The user can add their own definition in this format:

Chinese [pinyin] /English definition/

That is, the Chinese (no internal spaces), followed by one space (not a wide Chinese space), followed by the pinyin surrounded by square brackets (with a space between each pinyin syllable), followed by another space, followed the English definition/explanation surrounded by slashes (this is the CEDICT format). One word or definition per line.

Users can use this to override the CEDICT definitions in the other modes if the definitions or romanizations have mistakes.

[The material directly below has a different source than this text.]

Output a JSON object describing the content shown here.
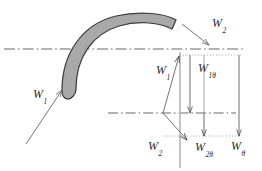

When using "Add to Margins" the first time the word occurs it will be in bold. Its definition will appear more or less to its right. Right now it is set up to try match words to paragraphs, so be sure to have at least one blank line between paragraphs.

Users can add words or definitions to the "Words to Annotate" section to supplement or override the existing dictionary. Use the CEDICT format for entering entries.

The tool currently only handles GB-encoded text. Dictionary definitions are drawn from Paul Denisowski's CEDICT Chinese-English dictionary. If you find a word that does not have a definition, consider contributing it to the CEDICT project. The segmentation algorithm is still under development. Just what constitutes a "proper" Chinese word is also a good research topic. You can download the segmenter code (in perl) and run it yourself.

This page is a mirror of the annotator formerly available at Erik Peterson's On-line Chinese Tools site.